FBI ramps up security ahead of Bay Area World Cup opener
Levi’s Stadium fans faced a heavier security footprint as the FBI launched Operation Goal Kick and treated the Bay Area’s World Cup opener as a terrorism test.

San Francisco’s World Cup weekend came with a security shadow. As Qatar met Switzerland at Levi’s Stadium in Santa Clara, the FBI’s San Francisco Field Office was intensifying Operation Goal Kick, a multi-agency effort that will shape what fans, commuters, hotel guests and businesses see across the Bay Area. With citywide celebrations, watch parties, transit guidance and safety alerts already planned in San Francisco, the region was preparing for a more visible law-enforcement presence around gathering spots and travel corridors.
FBI Director Kash Patel said extremists have used major global sporting events to spread violence and ideology, and the bureau said preventing terrorist attacks is its top priority. Matt Cobo, the acting special agent in charge of the San Francisco field office, said the plan will pull together federal, state, local and international partners, with more than 20 partnerships involved in assessing threats and responding if anything develops. He said the FBI will set up a command post in San Jose, modeled on the structure used for Super Bowl security, and will tap intelligence centers in Washington, D.C., along with the bureau’s International Police Cooperation Center in Virginia.
The security posture reflects how much the Bay Area is taking on. Levi’s Stadium is set to host six matches, five group-stage games and one knockout match, beginning with Qatar vs. Switzerland and followed by Austria vs. Jordan, Türkiye vs. Paraguay, Jordan vs. Algeria, Paraguay vs. Australia and a Round of 32 match in early July. The 2026 tournament is a 48-team, 104-match event running from June 11 to July 19, and Bay Area planners have already been watching for threats that go beyond the stadium, including rogue drones and cyberattacks.

San Francisco Mayor Daniel Lurie kicked off the city’s World Cup celebrations on June 8 and tied the event to Super Bowl 60, which the city said generated about $425 million in economic impact. Earlier projections put Bay Area World Cup activity at between $370 million and $630 million in regional economic output, with more than half a million people expected to descend on the area for the six matches. But KQED reported that hotel bookings were running below early expectations, underscoring the gap between the tournament’s promise and its actual lift.

For San Francisco, the payoff and the pressure will arrive together. The matches, the watch parties and the neighborhood activations will draw international attention, but the FBI’s layered operation shows that the Bay Area’s World Cup moment is also a major public-safety test from San Francisco to Santa Clara.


*YOUR ASSIGNMENT*. Write out the data that follows exactly, keeping every picture out.
═════ INFORMATION PROVIDED
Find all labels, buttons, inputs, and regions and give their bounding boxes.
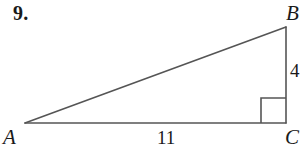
triangle-side-hypotenuse (25, 27, 286, 123)
right-angle-marker-icon (261, 98, 286, 123)
right-triangle-diagram (0, 0, 307, 152)
problem-number: 9. (13, 3, 28, 23)
vertex-label-c: C (285, 127, 299, 148)
vertex-label-b: B (286, 3, 299, 24)
side-length-label-base: 11 (157, 128, 175, 147)
vertex-label-a: A (3, 127, 16, 148)
side-length-label-vertical: 4 (290, 61, 300, 80)
problem-figure-page: 9. A B C 11 4 (0, 0, 307, 152)
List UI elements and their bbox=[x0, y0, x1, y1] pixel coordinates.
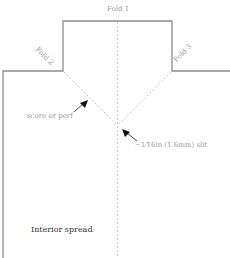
interior-spread-label: Interior spread bbox=[31, 226, 93, 234]
slit-arrow-icon bbox=[122, 129, 137, 141]
right-diagonal-score-line bbox=[119, 72, 171, 124]
score-label: score or perf bbox=[27, 113, 73, 120]
fold1-label: Fold 1 bbox=[107, 6, 129, 13]
outline-cut-line bbox=[3, 21, 230, 258]
score-arrow-icon bbox=[74, 100, 88, 112]
fold-diagram bbox=[0, 0, 230, 258]
slit-label: ~1⁄16in (1.6mm) slit bbox=[135, 142, 207, 149]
══════════
*COMPLETED EXERCISE*.
Find all labels, buttons, inputs, and regions and give their bounding boxes.
triangle-side-hypotenuse (25, 27, 286, 123)
right-angle-marker-icon (261, 98, 286, 123)
right-triangle-diagram (0, 0, 307, 152)
problem-number: 9. (13, 3, 28, 23)
vertex-label-c: C (285, 127, 299, 148)
vertex-label-b: B (286, 3, 299, 24)
side-length-label-base: 11 (157, 128, 175, 147)
vertex-label-a: A (3, 127, 16, 148)
side-length-label-vertical: 4 (290, 61, 300, 80)
problem-figure-page: 9. A B C 11 4 (0, 0, 307, 152)
List UI elements and their bbox=[x0, y0, x1, y1] pixel coordinates.
interior-spread-label: Interior spread bbox=[31, 226, 93, 234]
slit-arrow-icon bbox=[122, 129, 137, 141]
right-diagonal-score-line bbox=[119, 72, 171, 124]
score-label: score or perf bbox=[27, 113, 73, 120]
fold1-label: Fold 1 bbox=[107, 6, 129, 13]
outline-cut-line bbox=[3, 21, 230, 258]
score-arrow-icon bbox=[74, 100, 88, 112]
fold-diagram bbox=[0, 0, 230, 258]
slit-label: ~1⁄16in (1.6mm) slit bbox=[135, 142, 207, 149]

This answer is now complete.